Researchers have discovered a small silk bag attached to a document in Westminster Abbey that matches Charlemagne’s shroud. It is woven with white rabbit and floral patterns and dates from the early 12th century. This fabric was not the first shroud used when burying the first Holy Roman Emperor who died in 814, but was used to wrap his body when it was reburied in Karlsschrein of the shroud. Karlschrein is a splendid temple decorated with gold, silver, enamel and precious stones that were exhibited in Aachen Cathedral in 1215. In 1267, the same textile was used as a bag to protect a wax seal bearing the seal of King Henry III on a related document. Temple dedicated to Edward the Confessor in Westminster Abbey.
The cloth was sewn into a pouch to protect a wax figure of Henry III, and the king affixed it to the inventory of items in the shrine dedicated to Edward the Confessor at Westminster Abbey, which Henry had pawned to pay off war debts. In the document, the king promised to replace the jewelry and valuables he put in within 18 months. It appears he cashed the promissory note.
Sealed bags are used to cover the wax seal impressions affixed to charters and other documents to verify the identity of the signer. Wax figures are soft and serve as the legal signatures of kings, queens, nobles, bishops and other dignified figures. They not only hold legal importance but are also authentic artifacts in their own right. The signers held the wax blocks while they were still hot. They leave their physical marks, such as fingerprints and grease, as well as the imprint of official seals. Because of the importance of their layering, wax prints were bagged for protection, and the textiles used to make the bags were prized, often tartar cloth (Islamic silk dyed with plants imported from as far away as China and woven with gold and silver threads).

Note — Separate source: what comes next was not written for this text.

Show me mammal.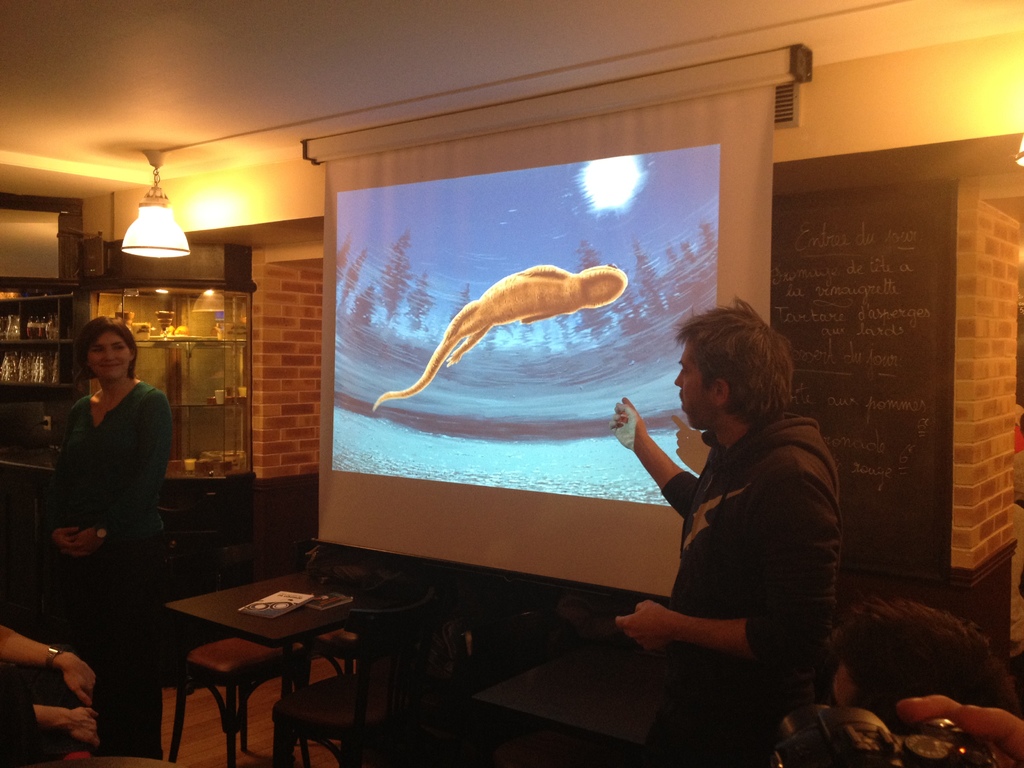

Charlemagne’s shrine was opened in 1988, and photographs taken at the time document the Shroud. The Shroud was intact, so the Shroud at Westminster Abbey was not cut from the Shroud itself, but it must have been made by the same weaver on the same loom. This gorgeous textile was created by expert weavers in Islamic Spain or the Eastern Mediterranean, and the pattern is impossible to obtain from any other source. There are no knockoffs lying around and no mass-produced inventory sitting in warehouses.
As a textile wrapping the remains of an emperor who was revered as a saint in the lands he once ruled (so Emperor Frederick II had his bones transformed into reliquaries), silk holds great significance. Henry III may even have chosen it deliberately to connect the entrenched cult of the German king Charlemagne with the nascent cult of the English king Edward the Confessor.
How the abbey received such valuable silks remains a mystery, but one possible theory offered by Matthew Payne, the conservator who oversees the abbey’s archives, is that the silks may have been a gift from Henry III’s brother, of Cornwall Earl Richard is famous for donating precious cloths to the monastery. Richard was crowned Holy Roman Emperor in 1257, more than 400 years after his predecessor Charlemagne.
The package (and its accompanying documents) will be on display in the Queen’s Jubilee Gallery at Westminster Abbey until Easter 2025.